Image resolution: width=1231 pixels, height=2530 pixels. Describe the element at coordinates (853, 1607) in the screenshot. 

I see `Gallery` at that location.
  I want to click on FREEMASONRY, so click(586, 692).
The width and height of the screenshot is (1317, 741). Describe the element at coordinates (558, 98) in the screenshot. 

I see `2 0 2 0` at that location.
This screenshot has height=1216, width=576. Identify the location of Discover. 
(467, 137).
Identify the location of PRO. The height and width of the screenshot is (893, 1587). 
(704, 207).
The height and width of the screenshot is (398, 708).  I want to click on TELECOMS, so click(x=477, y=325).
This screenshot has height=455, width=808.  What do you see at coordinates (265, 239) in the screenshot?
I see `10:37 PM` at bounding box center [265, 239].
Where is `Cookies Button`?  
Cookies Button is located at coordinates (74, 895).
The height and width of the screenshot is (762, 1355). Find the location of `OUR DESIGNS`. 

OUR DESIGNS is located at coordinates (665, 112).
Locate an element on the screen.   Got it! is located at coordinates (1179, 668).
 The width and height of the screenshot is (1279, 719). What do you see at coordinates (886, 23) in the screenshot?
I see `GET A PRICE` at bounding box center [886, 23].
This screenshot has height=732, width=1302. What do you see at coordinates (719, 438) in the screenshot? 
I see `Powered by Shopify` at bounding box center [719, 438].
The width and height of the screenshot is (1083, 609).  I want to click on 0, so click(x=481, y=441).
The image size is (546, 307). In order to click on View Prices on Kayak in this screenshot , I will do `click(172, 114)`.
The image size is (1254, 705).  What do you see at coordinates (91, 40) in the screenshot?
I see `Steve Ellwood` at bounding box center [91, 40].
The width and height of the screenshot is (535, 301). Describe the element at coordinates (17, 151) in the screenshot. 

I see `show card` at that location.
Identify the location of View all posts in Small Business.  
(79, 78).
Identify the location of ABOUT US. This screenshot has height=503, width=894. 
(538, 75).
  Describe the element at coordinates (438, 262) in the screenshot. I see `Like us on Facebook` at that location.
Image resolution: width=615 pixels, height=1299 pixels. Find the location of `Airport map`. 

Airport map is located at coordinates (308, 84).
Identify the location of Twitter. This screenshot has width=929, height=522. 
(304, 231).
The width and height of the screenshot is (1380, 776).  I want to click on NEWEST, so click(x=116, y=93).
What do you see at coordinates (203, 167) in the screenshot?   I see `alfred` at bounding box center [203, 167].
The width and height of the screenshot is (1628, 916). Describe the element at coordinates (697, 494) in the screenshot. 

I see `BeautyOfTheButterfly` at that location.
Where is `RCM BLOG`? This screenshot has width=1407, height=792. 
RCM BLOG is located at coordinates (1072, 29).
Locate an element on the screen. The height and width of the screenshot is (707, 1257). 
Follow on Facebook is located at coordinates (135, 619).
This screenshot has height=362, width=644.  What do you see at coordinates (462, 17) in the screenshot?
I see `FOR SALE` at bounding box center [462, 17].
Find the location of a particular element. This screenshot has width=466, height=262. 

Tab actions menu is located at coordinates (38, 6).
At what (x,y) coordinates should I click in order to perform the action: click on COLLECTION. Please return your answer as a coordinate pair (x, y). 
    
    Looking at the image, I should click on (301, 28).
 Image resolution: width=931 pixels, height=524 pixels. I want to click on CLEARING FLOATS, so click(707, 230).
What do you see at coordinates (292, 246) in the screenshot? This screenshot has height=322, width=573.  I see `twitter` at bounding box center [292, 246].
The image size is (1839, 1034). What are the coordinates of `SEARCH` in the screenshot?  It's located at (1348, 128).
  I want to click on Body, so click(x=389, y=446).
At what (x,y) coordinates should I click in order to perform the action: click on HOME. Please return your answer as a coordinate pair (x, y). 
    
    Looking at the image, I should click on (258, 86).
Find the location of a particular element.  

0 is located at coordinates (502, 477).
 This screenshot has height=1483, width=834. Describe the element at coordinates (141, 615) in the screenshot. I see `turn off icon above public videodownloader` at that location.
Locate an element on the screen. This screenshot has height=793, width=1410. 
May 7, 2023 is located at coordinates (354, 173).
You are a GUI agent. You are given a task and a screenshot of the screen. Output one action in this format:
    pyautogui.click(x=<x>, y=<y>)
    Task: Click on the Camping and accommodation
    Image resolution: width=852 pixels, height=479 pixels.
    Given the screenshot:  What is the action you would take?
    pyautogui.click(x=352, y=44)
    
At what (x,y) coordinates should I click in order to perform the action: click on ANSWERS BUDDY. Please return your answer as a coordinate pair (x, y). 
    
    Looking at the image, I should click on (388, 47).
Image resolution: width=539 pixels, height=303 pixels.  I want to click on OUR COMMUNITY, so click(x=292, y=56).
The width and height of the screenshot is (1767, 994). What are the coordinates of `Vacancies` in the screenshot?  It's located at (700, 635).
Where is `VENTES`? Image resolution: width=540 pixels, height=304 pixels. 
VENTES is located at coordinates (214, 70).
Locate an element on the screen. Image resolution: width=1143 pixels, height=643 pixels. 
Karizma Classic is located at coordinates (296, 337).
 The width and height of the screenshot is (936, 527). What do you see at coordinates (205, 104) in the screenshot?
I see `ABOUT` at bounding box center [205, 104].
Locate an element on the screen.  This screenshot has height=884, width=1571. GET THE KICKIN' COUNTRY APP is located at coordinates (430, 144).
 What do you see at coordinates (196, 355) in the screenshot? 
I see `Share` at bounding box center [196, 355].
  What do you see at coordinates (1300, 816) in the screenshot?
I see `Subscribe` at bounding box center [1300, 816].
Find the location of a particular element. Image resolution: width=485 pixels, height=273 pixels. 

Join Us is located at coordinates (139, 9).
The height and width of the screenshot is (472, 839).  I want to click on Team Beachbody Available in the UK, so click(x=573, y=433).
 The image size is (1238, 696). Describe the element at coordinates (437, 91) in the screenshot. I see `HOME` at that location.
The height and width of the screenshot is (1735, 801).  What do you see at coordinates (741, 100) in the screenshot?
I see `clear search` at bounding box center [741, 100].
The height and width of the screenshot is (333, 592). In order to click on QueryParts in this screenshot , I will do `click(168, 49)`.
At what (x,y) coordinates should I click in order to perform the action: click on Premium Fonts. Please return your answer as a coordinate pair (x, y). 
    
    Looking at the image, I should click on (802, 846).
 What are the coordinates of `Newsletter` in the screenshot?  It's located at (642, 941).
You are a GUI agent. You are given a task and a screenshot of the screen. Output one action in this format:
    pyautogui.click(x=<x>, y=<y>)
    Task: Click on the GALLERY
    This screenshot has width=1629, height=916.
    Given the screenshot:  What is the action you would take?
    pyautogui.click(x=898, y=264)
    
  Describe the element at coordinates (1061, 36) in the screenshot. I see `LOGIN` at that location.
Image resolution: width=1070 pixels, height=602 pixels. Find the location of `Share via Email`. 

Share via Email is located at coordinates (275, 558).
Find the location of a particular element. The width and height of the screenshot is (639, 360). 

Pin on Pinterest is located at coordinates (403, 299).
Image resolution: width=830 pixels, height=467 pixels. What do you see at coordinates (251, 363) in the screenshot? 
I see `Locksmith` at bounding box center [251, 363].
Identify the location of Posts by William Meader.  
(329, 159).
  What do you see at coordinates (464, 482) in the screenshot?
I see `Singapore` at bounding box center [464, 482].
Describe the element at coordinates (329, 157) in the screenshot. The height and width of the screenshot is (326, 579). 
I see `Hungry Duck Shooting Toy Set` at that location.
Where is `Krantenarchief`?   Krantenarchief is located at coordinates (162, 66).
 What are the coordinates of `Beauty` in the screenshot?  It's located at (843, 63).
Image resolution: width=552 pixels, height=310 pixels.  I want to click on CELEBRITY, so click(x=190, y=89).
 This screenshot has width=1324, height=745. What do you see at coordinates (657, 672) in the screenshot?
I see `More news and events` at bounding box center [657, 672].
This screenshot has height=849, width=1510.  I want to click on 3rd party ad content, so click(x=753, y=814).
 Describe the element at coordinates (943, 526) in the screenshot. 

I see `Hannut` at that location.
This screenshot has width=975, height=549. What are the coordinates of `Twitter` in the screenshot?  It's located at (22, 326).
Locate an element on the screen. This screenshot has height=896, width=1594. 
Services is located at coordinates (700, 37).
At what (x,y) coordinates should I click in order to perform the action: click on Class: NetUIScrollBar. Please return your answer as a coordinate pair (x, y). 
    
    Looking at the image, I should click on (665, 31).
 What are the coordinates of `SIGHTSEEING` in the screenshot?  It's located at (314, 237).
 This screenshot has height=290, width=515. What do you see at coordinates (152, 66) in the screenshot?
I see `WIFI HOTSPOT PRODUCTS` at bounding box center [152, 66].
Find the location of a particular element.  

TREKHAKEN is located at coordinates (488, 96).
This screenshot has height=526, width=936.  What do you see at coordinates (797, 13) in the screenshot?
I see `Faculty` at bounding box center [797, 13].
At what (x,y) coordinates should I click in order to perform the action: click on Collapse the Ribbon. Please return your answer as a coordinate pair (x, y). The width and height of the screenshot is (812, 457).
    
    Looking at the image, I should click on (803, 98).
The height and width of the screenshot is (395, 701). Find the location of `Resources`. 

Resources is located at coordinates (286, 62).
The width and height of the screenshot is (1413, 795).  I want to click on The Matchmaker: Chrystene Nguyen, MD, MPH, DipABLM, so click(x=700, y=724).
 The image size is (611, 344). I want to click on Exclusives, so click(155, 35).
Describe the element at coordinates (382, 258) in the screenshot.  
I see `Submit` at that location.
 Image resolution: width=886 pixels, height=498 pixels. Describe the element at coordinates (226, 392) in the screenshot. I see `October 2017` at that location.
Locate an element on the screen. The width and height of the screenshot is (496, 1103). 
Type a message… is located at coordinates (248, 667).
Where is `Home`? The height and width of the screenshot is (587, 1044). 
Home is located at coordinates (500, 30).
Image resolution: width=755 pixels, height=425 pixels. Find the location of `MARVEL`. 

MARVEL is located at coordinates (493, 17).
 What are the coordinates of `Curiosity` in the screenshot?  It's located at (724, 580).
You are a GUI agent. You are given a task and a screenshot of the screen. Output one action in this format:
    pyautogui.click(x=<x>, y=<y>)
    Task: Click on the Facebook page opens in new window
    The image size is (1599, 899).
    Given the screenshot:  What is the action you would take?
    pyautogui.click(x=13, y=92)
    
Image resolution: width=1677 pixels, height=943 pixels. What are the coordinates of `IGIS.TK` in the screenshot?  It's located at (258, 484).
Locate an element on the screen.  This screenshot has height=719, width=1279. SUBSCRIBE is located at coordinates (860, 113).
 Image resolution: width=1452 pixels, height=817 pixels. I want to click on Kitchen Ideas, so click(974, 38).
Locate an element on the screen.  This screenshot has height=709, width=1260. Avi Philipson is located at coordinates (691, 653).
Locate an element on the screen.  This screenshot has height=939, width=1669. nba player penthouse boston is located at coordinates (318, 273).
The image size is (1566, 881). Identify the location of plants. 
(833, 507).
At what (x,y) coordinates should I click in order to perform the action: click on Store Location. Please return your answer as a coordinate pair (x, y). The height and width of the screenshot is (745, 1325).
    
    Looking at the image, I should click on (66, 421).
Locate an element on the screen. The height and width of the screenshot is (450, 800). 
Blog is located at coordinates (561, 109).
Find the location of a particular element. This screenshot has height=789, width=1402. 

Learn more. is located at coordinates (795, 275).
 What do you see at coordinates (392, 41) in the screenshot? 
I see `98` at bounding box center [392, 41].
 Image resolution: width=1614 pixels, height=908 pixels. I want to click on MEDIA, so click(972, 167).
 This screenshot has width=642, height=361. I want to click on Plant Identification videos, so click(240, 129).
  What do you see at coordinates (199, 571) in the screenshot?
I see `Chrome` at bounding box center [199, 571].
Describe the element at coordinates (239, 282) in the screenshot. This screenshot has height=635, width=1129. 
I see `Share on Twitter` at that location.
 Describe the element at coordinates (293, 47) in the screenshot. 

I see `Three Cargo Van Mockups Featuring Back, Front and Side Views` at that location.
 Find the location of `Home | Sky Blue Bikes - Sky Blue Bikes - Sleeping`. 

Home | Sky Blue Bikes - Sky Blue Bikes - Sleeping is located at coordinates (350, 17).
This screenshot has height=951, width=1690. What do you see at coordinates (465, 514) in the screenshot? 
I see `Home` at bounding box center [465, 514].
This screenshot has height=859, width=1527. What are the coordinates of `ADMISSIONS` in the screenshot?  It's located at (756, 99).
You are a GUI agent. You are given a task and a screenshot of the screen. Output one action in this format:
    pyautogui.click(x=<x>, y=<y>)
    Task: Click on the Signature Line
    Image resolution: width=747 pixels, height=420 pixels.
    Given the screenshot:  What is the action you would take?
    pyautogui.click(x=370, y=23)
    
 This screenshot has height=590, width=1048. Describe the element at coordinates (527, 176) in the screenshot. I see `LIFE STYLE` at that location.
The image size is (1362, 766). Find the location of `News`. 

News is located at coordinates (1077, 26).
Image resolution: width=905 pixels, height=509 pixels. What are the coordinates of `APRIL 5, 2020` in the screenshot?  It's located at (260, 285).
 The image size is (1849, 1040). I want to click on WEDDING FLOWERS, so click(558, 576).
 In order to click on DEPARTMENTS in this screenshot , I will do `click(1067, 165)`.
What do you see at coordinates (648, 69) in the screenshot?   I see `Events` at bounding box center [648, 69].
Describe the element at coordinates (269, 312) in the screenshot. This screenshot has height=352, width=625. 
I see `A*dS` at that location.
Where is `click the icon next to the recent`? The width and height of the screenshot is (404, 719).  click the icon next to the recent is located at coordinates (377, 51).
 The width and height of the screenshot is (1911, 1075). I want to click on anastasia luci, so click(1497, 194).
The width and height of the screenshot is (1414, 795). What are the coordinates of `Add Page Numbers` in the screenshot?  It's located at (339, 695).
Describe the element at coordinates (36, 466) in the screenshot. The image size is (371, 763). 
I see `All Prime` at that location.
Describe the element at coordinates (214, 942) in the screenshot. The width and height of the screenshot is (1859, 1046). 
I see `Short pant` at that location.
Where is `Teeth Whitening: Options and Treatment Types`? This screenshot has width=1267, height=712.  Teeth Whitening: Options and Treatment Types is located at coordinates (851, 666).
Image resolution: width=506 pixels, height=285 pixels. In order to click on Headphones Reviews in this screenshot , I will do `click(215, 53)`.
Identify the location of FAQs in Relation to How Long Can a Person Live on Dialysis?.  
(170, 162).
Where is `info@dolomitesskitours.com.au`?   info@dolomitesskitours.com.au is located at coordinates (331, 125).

TASK GOAL: Among the entries above, the lines between the ones containing "What do you see at coordinates (392, 41)" and "Image resolution: width=747", inclusive, are to be transcribed exactly. No other line is to be given.

TASK OUTPUT:
 What do you see at coordinates (392, 41) in the screenshot? 
I see `98` at bounding box center [392, 41].
 Image resolution: width=1614 pixels, height=908 pixels. I want to click on MEDIA, so click(972, 167).
 This screenshot has width=642, height=361. I want to click on Plant Identification videos, so click(240, 129).
  What do you see at coordinates (199, 571) in the screenshot?
I see `Chrome` at bounding box center [199, 571].
Describe the element at coordinates (239, 282) in the screenshot. This screenshot has height=635, width=1129. 
I see `Share on Twitter` at that location.
 Describe the element at coordinates (293, 47) in the screenshot. 

I see `Three Cargo Van Mockups Featuring Back, Front and Side Views` at that location.
 Find the location of `Home | Sky Blue Bikes - Sky Blue Bikes - Sleeping`. 

Home | Sky Blue Bikes - Sky Blue Bikes - Sleeping is located at coordinates (350, 17).
This screenshot has height=951, width=1690. What do you see at coordinates (465, 514) in the screenshot? 
I see `Home` at bounding box center [465, 514].
This screenshot has height=859, width=1527. What are the coordinates of `ADMISSIONS` in the screenshot?  It's located at (756, 99).
You are a GUI agent. You are given a task and a screenshot of the screen. Output one action in this format:
    pyautogui.click(x=<x>, y=<y>)
    Task: Click on the Signature Line
    Image resolution: width=747 pixels, height=420 pixels.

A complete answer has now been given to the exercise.